In a large section of the Milky Way, the stars can be divided into two distinct populations based on their chemical compositions. The first group is more abundant in what is known as α elements – oxygen, magnesium, silicon, sulphur, calcium and titanium. The second is less abundant in α elements, and markedly more abundant in iron.

The existence of these two distinct populations implies that something different is happening during the formation stages. But the precise mechanism behind it was unclear.

Astronomer Masafumi Noguchi of Tohoku University believes his modelling shows the answer. The two different populations represent two different periods of star formation, with a quiescent, or “dormant” period in between, with no star formation.

Based on the theory of cold flow galactic accretion proposed back in 2006, Noguchi has modelled the evolution of the Milky Way over a 10 billion-year period.

Originally, the cold flow model was suggested for much larger galaxies, proposing that massive galaxies form stars in two stages. Because of the chemical composition dichotomy of its stars, Noguchi believes this also applies to the Milky Way.

That’s because the chemical composition of stars is dependent on the gases from which they are formed. And, in the early Universe, certain elements – such as the heavier metals – hadn’t yet arrived on the scene, since they were created in stars, and only propagated once those stars had gone supernova.

In the first stage, according to Noguchi’s model, the galaxy is accreting cold gas from outside. This gas coalesces to form the first generation of stars.

After about 10 million years, which is a relatively short timescale in cosmic terms, some of these stars died in Type II supernovae. This propagated the α elements throughout the galaxy, which were incorporated into new stars.

But, according to the model, it all went a bit belly-up after about 3 billion years.

“When shock waves appeared and heated the gas to high temperatures 7 billion years ago, the gas stopped flowing into the galaxy and stars ceased to form,” a release from Tohoku University says.

During a hiatus of about 2 billion years, a second round of supernovae took place – the much longer scale Type Ia supernova, which typically occur after a stellar lifespan of about 1 billion years.

It’s in these supernovae that iron is forged, and spewed out into the interstellar medium. When the gas cooled enough to start forming stars again – about 5 billion years ago – those stars had a much higher percentage of iron than the earlier generation. That second generation includes our Sun, which is about 4.6 billion years old.
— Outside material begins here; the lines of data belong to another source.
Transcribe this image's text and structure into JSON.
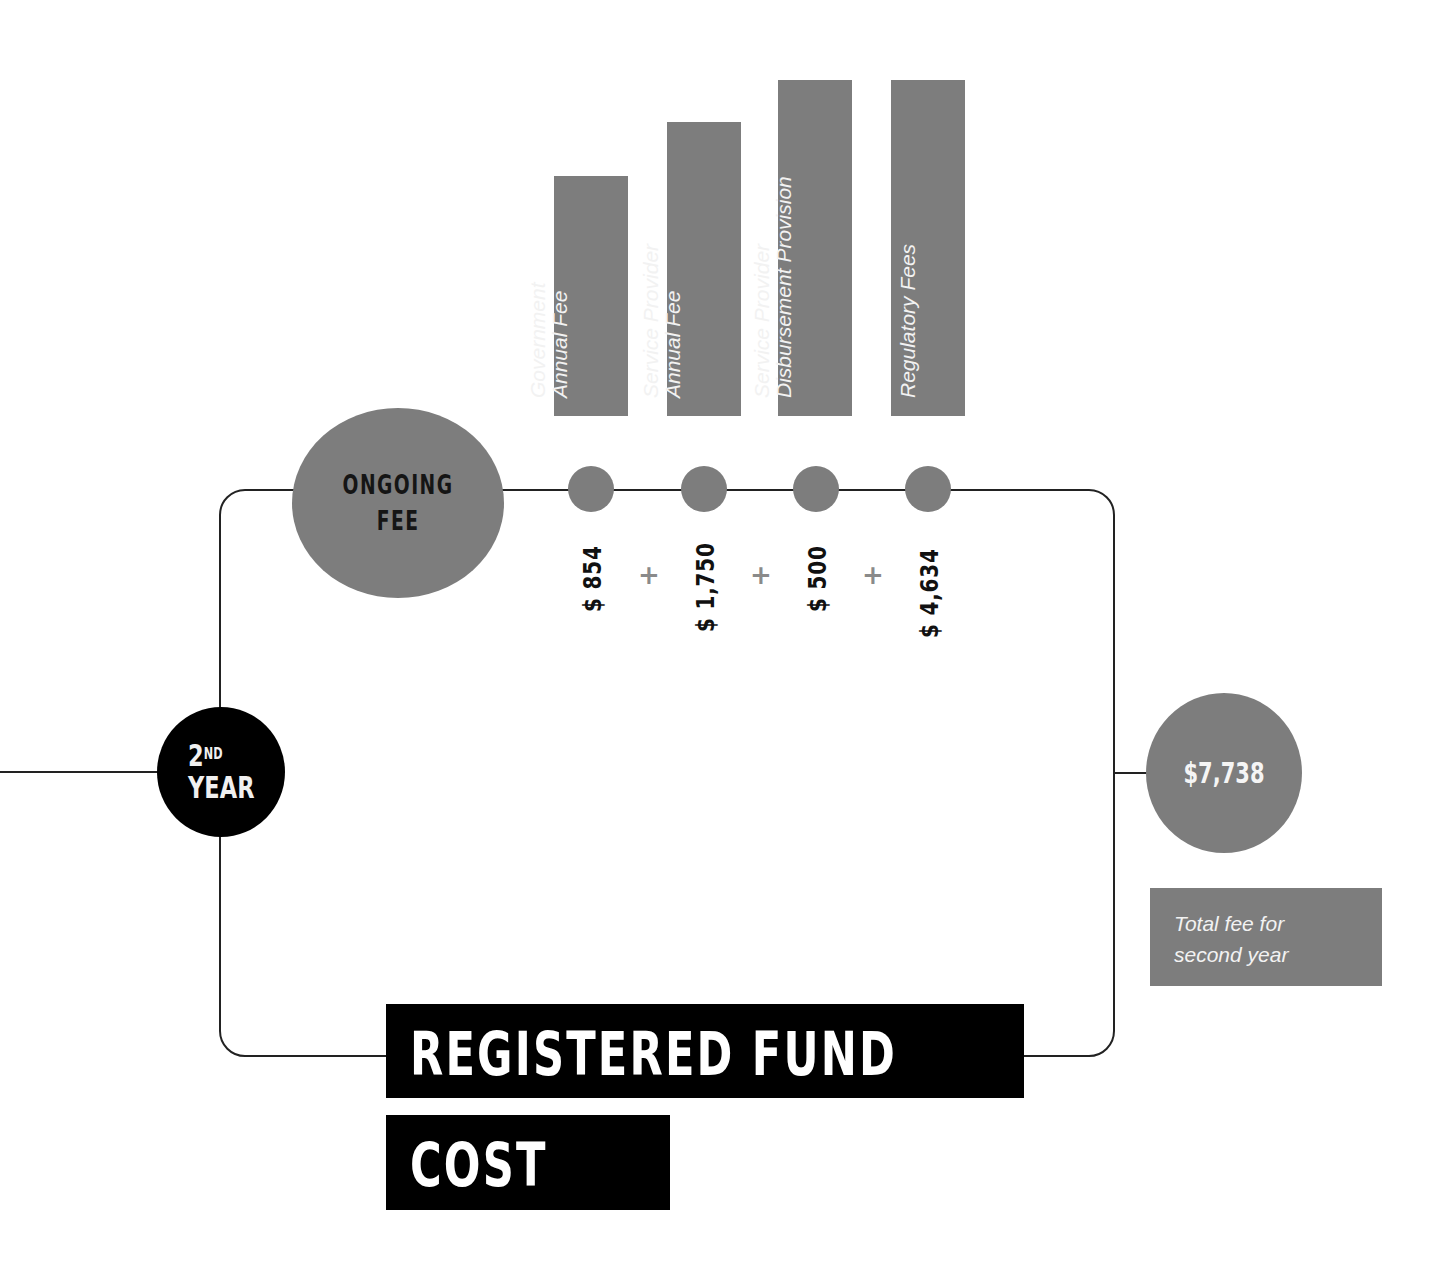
{
  "diagram": {
    "title_line1": "REGISTERED FUND",
    "title_line2": "COST",
    "year_node": {
      "number": "2",
      "suffix": "ND",
      "label": "YEAR"
    },
    "ongoing_node": {
      "line1": "ONGOING",
      "line2": "FEE"
    },
    "fee_items": [
      {
        "label_line1": "Government",
        "label_line2": "Annual Fee",
        "amount": "$ 854"
      },
      {
        "label_line1": "Service Provider",
        "label_line2": "Annual Fee",
        "amount": "$ 1,750"
      },
      {
        "label_line1": "Service Provider",
        "label_line2": "Disbursement Provision",
        "amount": "$ 500"
      },
      {
        "label_line1": "Regulatory Fees",
        "label_line2": "",
        "amount": "$ 4,634"
      }
    ],
    "operators": [
      "+",
      "+",
      "+"
    ],
    "total_node": {
      "amount": "$7,738"
    },
    "total_caption_line1": "Total fee for",
    "total_caption_line2": "second year",
    "colors": {
      "gray": "#7d7d7d",
      "black": "#000000",
      "line": "#222222"
    }
  }
}
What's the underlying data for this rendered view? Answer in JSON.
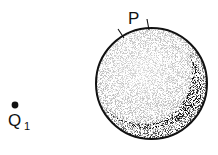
{
  "diagram": {
    "type": "physics-electrostatics",
    "sphere": {
      "center": [
        151.5,
        83.5
      ],
      "radius": 56,
      "fill": "stippled",
      "shading": "darker crescent toward lower-right"
    },
    "patch": {
      "label": "P",
      "tick_marks": [
        [
          118,
          30,
          124,
          38
        ],
        [
          147,
          19,
          149,
          29
        ]
      ]
    },
    "charge": {
      "label": "Q",
      "subscript": "1",
      "position": [
        15,
        105
      ]
    },
    "colors": {
      "ink": "#111111",
      "background": "#ffffff"
    }
  }
}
Noguchi’s model is consistent with recent research on our closest galactic neighbour, Andromeda, which is thought to be in the same size class as the Milky Way. In 2017, a team of researchers published a paper that found Andromeda’s star formation also occurred in two stages, with a relatively quiescent period in between.

If the model holds up, it may mean that the evolution models of galaxies need to be revised – that, while smaller dwarf galaxies experience continuous star formation, perhaps a “dead” period is the norm for massive ones.

If future observations confirm, who’s up for renaming our galaxy Frankenstein?

Noguchi’s paper has been published in the journal Nature.